On 3/26/24 5:03 PM, Michael Schierl via rb-general wrote:
So we can expect many year/month pairs embedded in manpages that got
unnoticed since mostly the build happens in the same month? Or have they
been manually vetted?

The results on reproducible.archlinux.org don't aim to guarantee the absence of reproducible builds issues, they instead aim to confirm the binary can be built from the given source code and build instructions (which is, at least for me, why I'm working on reproducible builds, since this means we can take the source code at face value for what's in the binaries).

Embedded timestamps are considered bad because they are usually a show-stopper for this (and timestamps with second/minute precision still are for us). There's a different kind of system that tries to prove the absence of reproducible builds issues - I've referred to this as "build environment fuzzing" in the past and it's the kind of thing tests.reproducible-builds.org does.

These results also still exist for Arch Linux[1] (since 2017), and if you're concerned about this you could check over there, but since Arch Linux _integrates_ with other eco-systems (instead of re-implementing them like Debian tries to), some builds fail to build if the clock is too far off, since https certificates would be considered expired. There's a lot of `curl -k` going on to work around this, but e.g. cargo has no option to "turn off all security", so these packages simply won't build on there.

[1]: https://tests.reproducible-builds.org/archlinux/

In late 2019 it turned out to be easier to "do the real thing" instead of trying to find more workarounds, and "not having enough true-positives" isn't really a problem we're having at the moment. If you find a false-negative please shout.

If anybody is bothered by the claims Arch Linux is making they're very welcome to run a rebuilder with a clock that is off by 48h (this would be interesting to have, but still wouldn't guarantee the absence of other reproducible builds issues, like missing Cargo.lock files).

Apart from Guix pushing bootstrappable builds for quite some time,
recent builds of Freedesktop SDK (container userland mostly used for
flatpaks) are fully bootstrapped from stage0 - except for Rust which is
not boostrapped via mrustc but built using the binary package from upstream.

Is there any public website I could look at for results? According to our tests, having reproducible distro tooling isn't enough because there's still plenty of opensource software doing silly things in their build processes.

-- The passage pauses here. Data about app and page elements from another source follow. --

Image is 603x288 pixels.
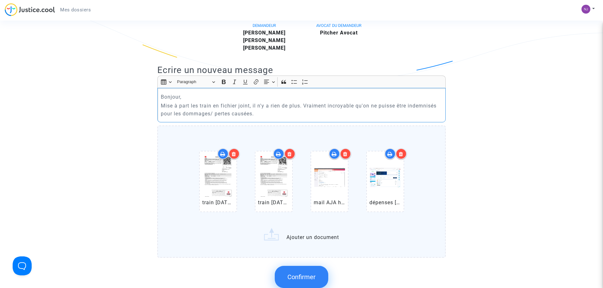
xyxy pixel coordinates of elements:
div: Rich Text Editor, main [157,88,446,122]
span: Confirmer [287,273,316,281]
a: Mes dossiers [55,5,96,15]
span: Paragraph [177,78,210,86]
p: Bonjour, [161,93,442,101]
b: [PERSON_NAME] [243,30,285,36]
img: 5b0b823f122b7d0a7f9eade3ed560070 [581,5,590,14]
span: DEMANDEUR [253,23,276,28]
div: Editor toolbar [157,76,446,88]
p: Mise à part les train en fichier joint, il n'y a rien de plus. Vraiment incroyable qu'on ne puiss... [161,102,442,118]
button: Confirmer [275,266,328,288]
span: Mes dossiers [60,7,91,13]
iframe: Help Scout Beacon - Open [13,257,32,276]
button: Paragraph [174,77,218,87]
b: [PERSON_NAME] [243,45,285,51]
b: [PERSON_NAME] [243,37,285,43]
span: AVOCAT DU DEMANDEUR [316,23,361,28]
h2: Ecrire un nouveau message [157,65,446,76]
img: jc-logo.svg [5,3,55,16]
b: Pitcher Avocat [320,30,358,36]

Assuming I wanted to bootstrap some (non-reproducible) Arch setup from
Freedesktop SDK and then use it to verify the reproducible builds, what
steps would I have to take?

If you want to bootstrap the 114 packages that are present in docker.io/library/archlinux from source, you would need to:

- Build any version of pacman (which is C and shell scripts, but for makepkg you might even get away with just the shell scripts) - Download all 114 buildinfo files for these packages (they are contained inside of the package itself) - Identify all packages and their versions that are referenced in there as build dependency - Build these packages on Freedesktop SDK with `makepkg --nodeps`, this disables dependency checks and simply assumes the required tools/compilers are going to be in $PATH - the checksums of packages built this way are naturally going to be different from the official packages but that's ok - Use the packages you built to setup the build environment that is described in each buildinfo file - Run the build with makepkg and SOURCE_DATE_EPOCH set to the value in the buildinfo file

This should result in exact matches of the official packages, but of course there are a few things that could go wrong so I can not make any guarantees.

Instead of doing the last two steps you could also remove the signature checks in archlinux-repro[2] and populate its download cache folder with the packages you built yourself, archlinux-repro then takes care of the rest.

[2]: https://github.com/archlinux/archlinux-repro

Has anything like that been tried for Arch? How many dependency loops
are there in the build dependencies of the packages mentioned above, and
can they be broken by using packages from Freedesktop SDK?

I'm not aware of anybody having tried this. There wasn't much point in trying without having achieved reproducible builds first.